Augsburg-Firnhaberau

Firnhaberau is the 28th Stadtbezirk, or city district, of Augsburg, Bavaria, Germany. It currently makes up the entire 4th Planungsraum, or planning district, of Augsburg. The district has a population of approximately 5,500 and an area of 7.42 km² (2.86 mi²).

Location

Firnhaberau is the northernmost district of Augsburg, and is bordered on the east by Hammerschmiede, the fifth Planungsraum of Augsburg, in the south by Lechhausen, the 6th Planungsraum, and in the north by the municipal boundary of Augsburg and the Bundesautobahn 8.

History

Firnhaberau is named after wealthy industrialist Friedrich August Firnhaber, who died in 1887. Firnhaber was one of the proprietors of Augburg's largest textile factories, the Augsburger Kammgarn-Spinnerei. The land, considered to be a floodplain, was acquired by the forest administration of Augsburg, which offered the land to Lechhausen, which refused, considering the assessed price to be too high. When Frinhaber's widow died in 1904, the land passed as an endowment to the city of Augsburg, which put it in trust in case of a housing emergency in the future.

Firnhaberau was officially installed as a division of Augsburg on July 15, 1920, at 9:00 AM. The land was not immediately usable, and the work of clearing the land and preparing it for settlement did not begin until January 30, 1921. On February 6 of the same year, a wooden military barracks was constructed in the Hubertusplatz, the main public area of the new division. On March 13, 1921, groundbreaking for the first new residences took place on the Siedlerweg (Settler Way). These residences were completed on May 15, and on July 1, 1921, nearly one year after the incorporation of the district, the first settlers began to occupy Firnhaberau. In 1927 a school was constructed in the Hubertusplatz, which still stands today and contains four grade levels. Between 1928 and 1929, a Catholic church honoring Saint Francis of Assisi was built. In 1934, a portion of eastern Firnhaberau was transferred to Hammerschmiede. The population was 1,900 in 1939, 1,800 in 1946, and 4,345 in 1976.

gollark: Anyway, I don't think this computer is worth £300, inasmuch as you could buy an old server with a Sandy Bridge era CPU for let's say £120, buy and install an equivalent GPU (if compatible, you might admittedly have some issues with power supply pinout) for £100 or so, possibly upgrade the RAM and disks for £50, and outperform that computer with £30 left over.
gollark: I did *not* just pluck £90 out of nowhere, since even if there wasn't the whole silicon shortage going on, used prices aren't conveniently documented by the manufacturer somewhere.
gollark: I checked eBay. If I wanted one, I could buy it for £90, and there are a few for those sorts of prices.
gollark: 120GB SSDs are at most £20 nowadays.
gollark: It can't not be given that it has an AM3(+) CPU.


TASK DESCRIPTION:
Keep only the lines of the data below that contain "flux", and copy them.

------ MATERIAL FOR THIS EXERCISE

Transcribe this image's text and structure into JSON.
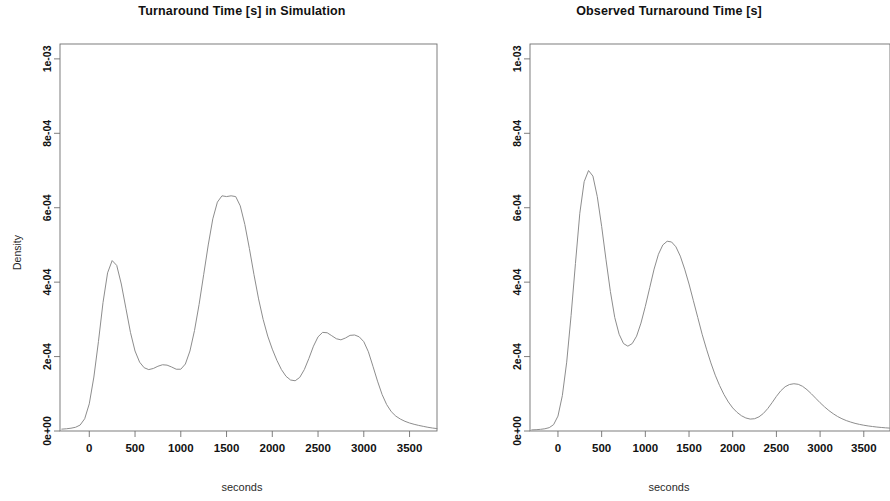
{
  "figure": {
    "background": "#ffffff",
    "line_color": "#8d8d8d",
    "axis_color": "#6f6f6f",
    "text_color": "#111111"
  },
  "panels": [
    {
      "id": "simulation",
      "title": "Turnaround Time [s] in Simulation",
      "xlabel": "seconds",
      "ylabel": "Density"
    },
    {
      "id": "observed",
      "title": "Observed Turnaround Time [s]",
      "xlabel": "seconds",
      "ylabel": "Density"
    }
  ],
  "axis": {
    "x_ticks": [
      0,
      500,
      1000,
      1500,
      2000,
      2500,
      3000,
      3500
    ],
    "x_tick_labels": [
      "0",
      "500",
      "1000",
      "1500",
      "2000",
      "2500",
      "3000",
      "3500"
    ],
    "y_ticks": [
      0,
      0.0002,
      0.0004,
      0.0006,
      0.0008,
      0.001
    ],
    "y_tick_labels": [
      "0e+00",
      "2e-04",
      "4e-04",
      "6e-04",
      "8e-04",
      "1e-03"
    ],
    "xlim": [
      -320,
      3800
    ],
    "ylim": [
      0,
      0.00104
    ]
  },
  "chart_data": [
    {
      "type": "line",
      "title": "Turnaround Time [s] in Simulation",
      "xlabel": "seconds",
      "ylabel": "Density",
      "xlim": [
        -320,
        3800
      ],
      "ylim": [
        0,
        0.00104
      ],
      "grid": false,
      "legend": "none",
      "x": [
        -300,
        -250,
        -200,
        -150,
        -100,
        -50,
        0,
        50,
        100,
        150,
        200,
        250,
        300,
        350,
        400,
        450,
        500,
        550,
        600,
        650,
        700,
        750,
        800,
        850,
        900,
        950,
        1000,
        1050,
        1100,
        1150,
        1200,
        1250,
        1300,
        1350,
        1400,
        1450,
        1500,
        1550,
        1600,
        1650,
        1700,
        1750,
        1800,
        1850,
        1900,
        1950,
        2000,
        2050,
        2100,
        2150,
        2200,
        2250,
        2300,
        2350,
        2400,
        2450,
        2500,
        2550,
        2600,
        2650,
        2700,
        2750,
        2800,
        2850,
        2900,
        2950,
        3000,
        3050,
        3100,
        3150,
        3200,
        3250,
        3300,
        3350,
        3400,
        3450,
        3500,
        3550,
        3600,
        3650,
        3700,
        3750,
        3800
      ],
      "y": [
        5e-06,
        6e-06,
        7.5e-06,
        1e-05,
        1.6e-05,
        3.3e-05,
        7.3e-05,
        0.000145,
        0.00024,
        0.000345,
        0.000425,
        0.000458,
        0.000445,
        0.000395,
        0.00033,
        0.000265,
        0.000215,
        0.000185,
        0.00017,
        0.000165,
        0.000168,
        0.000174,
        0.000178,
        0.000177,
        0.000172,
        0.000166,
        0.000166,
        0.00018,
        0.000215,
        0.00027,
        0.00034,
        0.00042,
        0.0005,
        0.00057,
        0.000615,
        0.000632,
        0.00063,
        0.000632,
        0.00063,
        0.000605,
        0.000555,
        0.00049,
        0.00042,
        0.000355,
        0.0003,
        0.000255,
        0.00022,
        0.00019,
        0.000165,
        0.000147,
        0.000137,
        0.000135,
        0.000144,
        0.000165,
        0.000195,
        0.000228,
        0.000253,
        0.000265,
        0.000264,
        0.000256,
        0.000248,
        0.000245,
        0.00025,
        0.000257,
        0.000258,
        0.000253,
        0.00024,
        0.000213,
        0.000174,
        0.000134,
        9.8e-05,
        7.1e-05,
        5.2e-05,
        4e-05,
        3.2e-05,
        2.6e-05,
        2.15e-05,
        1.8e-05,
        1.5e-05,
        1.25e-05,
        1e-05,
        8e-06,
        6.5e-06
      ],
      "peaks": [
        {
          "x": 250,
          "y": 0.000458
        },
        {
          "x": 1550,
          "y": 0.000632
        },
        {
          "x": 2600,
          "y": 0.000265
        },
        {
          "x": 2900,
          "y": 0.000258
        }
      ]
    },
    {
      "type": "line",
      "title": "Observed Turnaround Time [s]",
      "xlabel": "seconds",
      "ylabel": "Density",
      "xlim": [
        -320,
        3800
      ],
      "ylim": [
        0,
        0.00104
      ],
      "grid": false,
      "legend": "none",
      "x": [
        -300,
        -250,
        -200,
        -150,
        -100,
        -50,
        0,
        50,
        100,
        150,
        200,
        250,
        300,
        350,
        400,
        450,
        500,
        550,
        600,
        650,
        700,
        750,
        800,
        850,
        900,
        950,
        1000,
        1050,
        1100,
        1150,
        1200,
        1250,
        1300,
        1350,
        1400,
        1450,
        1500,
        1550,
        1600,
        1650,
        1700,
        1750,
        1800,
        1850,
        1900,
        1950,
        2000,
        2050,
        2100,
        2150,
        2200,
        2250,
        2300,
        2350,
        2400,
        2450,
        2500,
        2550,
        2600,
        2650,
        2700,
        2750,
        2800,
        2850,
        2900,
        2950,
        3000,
        3050,
        3100,
        3150,
        3200,
        3250,
        3300,
        3350,
        3400,
        3450,
        3500,
        3550,
        3600,
        3650,
        3700,
        3750,
        3800
      ],
      "y": [
        3e-06,
        3.5e-06,
        4.5e-06,
        6e-06,
        9e-06,
        1.7e-05,
        4e-05,
        9.5e-05,
        0.000185,
        0.00031,
        0.00045,
        0.000585,
        0.00067,
        0.0007,
        0.000685,
        0.00063,
        0.00055,
        0.00046,
        0.000375,
        0.000305,
        0.00026,
        0.000235,
        0.000228,
        0.000235,
        0.000255,
        0.00029,
        0.000335,
        0.000385,
        0.000435,
        0.000475,
        0.0005,
        0.00051,
        0.000508,
        0.000495,
        0.00047,
        0.000435,
        0.000395,
        0.00035,
        0.000305,
        0.00026,
        0.00022,
        0.000183,
        0.00015,
        0.000122,
        9.8e-05,
        7.8e-05,
        6.2e-05,
        5e-05,
        4.1e-05,
        3.5e-05,
        3.2e-05,
        3.3e-05,
        3.8e-05,
        4.7e-05,
        6e-05,
        7.6e-05,
        9.3e-05,
        0.000108,
        0.000119,
        0.000125,
        0.000127,
        0.0001255,
        0.00012,
        0.000111,
        0.0001,
        8.8e-05,
        7.6e-05,
        6.5e-05,
        5.5e-05,
        4.65e-05,
        3.9e-05,
        3.3e-05,
        2.8e-05,
        2.4e-05,
        2.05e-05,
        1.78e-05,
        1.55e-05,
        1.36e-05,
        1.2e-05,
        1.06e-05,
        9.5e-06,
        8.5e-06,
        7.7e-06
      ],
      "peaks": [
        {
          "x": 350,
          "y": 0.0007
        },
        {
          "x": 1250,
          "y": 0.00051
        },
        {
          "x": 2700,
          "y": 0.000127
        }
      ]
    }
  ]
}
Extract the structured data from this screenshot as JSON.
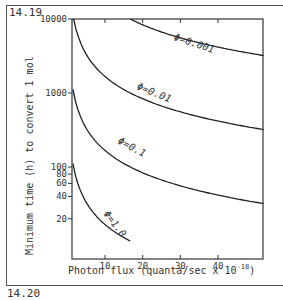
{
  "figure": {
    "number": "14.19",
    "next_number": "14.20"
  },
  "chart_data": {
    "type": "line",
    "title": "",
    "xlabel": "Photon flux (quanta/sec x 10^-18)",
    "xlabel_main": "Photon flux (quanta/sec x 10",
    "xlabel_exp": "-18",
    "xlabel_close": ")",
    "ylabel": "Minimum time (h) to convert 1 mol",
    "yscale": "log",
    "xlim": [
      1,
      53
    ],
    "ylim": [
      10,
      10000
    ],
    "x_ticks": [
      "10",
      "20",
      "30",
      "40"
    ],
    "y_ticks": [
      "10000",
      "1000",
      "100",
      "80",
      "60",
      "40",
      "20"
    ],
    "grid": false,
    "series": [
      {
        "name": "Φ=0.001",
        "label": "Φ=0.001",
        "x": [
          16.7,
          20,
          30,
          40,
          53
        ],
        "y": [
          10000,
          8333,
          5556,
          4167,
          3145
        ]
      },
      {
        "name": "Φ=0.01",
        "label": "Φ=0.01",
        "x": [
          1.67,
          5,
          10,
          20,
          30,
          40,
          53
        ],
        "y": [
          10000,
          3333,
          1667,
          833,
          556,
          417,
          315
        ]
      },
      {
        "name": "Φ=0.1",
        "label": "Φ=0.1",
        "x": [
          1.67,
          5,
          10,
          20,
          30,
          40,
          53
        ],
        "y": [
          1000,
          333,
          167,
          83,
          56,
          42,
          31
        ]
      },
      {
        "name": "Φ=1.0",
        "label": "Φ=1.0",
        "x": [
          1.67,
          5,
          10,
          16.7
        ],
        "y": [
          100,
          33,
          17,
          10
        ]
      }
    ]
  }
}
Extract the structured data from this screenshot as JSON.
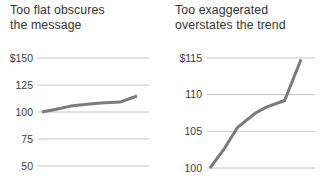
{
  "page": {
    "background": "#ffffff"
  },
  "colors": {
    "title_text": "#343434",
    "tick_text": "#3d3d3d",
    "gridline": "#c4c4c4",
    "data_line": "#7b7b7b"
  },
  "chart_data": [
    {
      "type": "line",
      "title": "Too flat obscures the message",
      "title_lines": [
        "Too flat obscures",
        "the message"
      ],
      "ylabel": "",
      "xlabel": "",
      "ylim": [
        50,
        150
      ],
      "yticks": [
        {
          "label": "$150",
          "value": 150
        },
        {
          "label": "125",
          "value": 125
        },
        {
          "label": "100",
          "value": 100
        },
        {
          "label": "75",
          "value": 75
        },
        {
          "label": "50",
          "value": 50
        }
      ],
      "grid": true,
      "legend": "none",
      "series": [
        {
          "name": "index-value",
          "x_fraction": [
            0,
            0.15,
            0.3,
            0.5,
            0.62,
            0.82,
            1.0
          ],
          "values": [
            100,
            102.5,
            105.5,
            107.5,
            108.3,
            109.2,
            114.8
          ]
        }
      ]
    },
    {
      "type": "line",
      "title": "Too exaggerated overstates the trend",
      "title_lines": [
        "Too exaggerated",
        "overstates the trend"
      ],
      "ylabel": "",
      "xlabel": "",
      "ylim": [
        100,
        115
      ],
      "yticks": [
        {
          "label": "$115",
          "value": 115
        },
        {
          "label": "110",
          "value": 110
        },
        {
          "label": "105",
          "value": 105
        },
        {
          "label": "100",
          "value": 100
        }
      ],
      "grid": true,
      "legend": "none",
      "series": [
        {
          "name": "index-value",
          "x_fraction": [
            0,
            0.15,
            0.3,
            0.5,
            0.62,
            0.82,
            1.0
          ],
          "values": [
            100,
            102.5,
            105.5,
            107.5,
            108.3,
            109.2,
            114.8
          ]
        }
      ]
    }
  ]
}
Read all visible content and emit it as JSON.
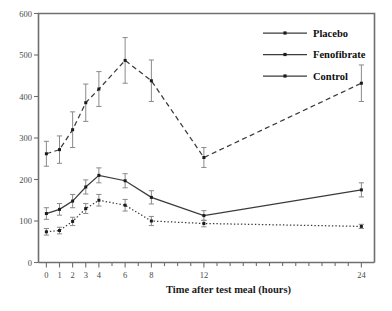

------------

YOUR RESPONSE:
    "xlabel": "Photon flux (quanta/sec x 10^-18)",
    "xlabel_main": "Photon flux (quanta/sec x 10",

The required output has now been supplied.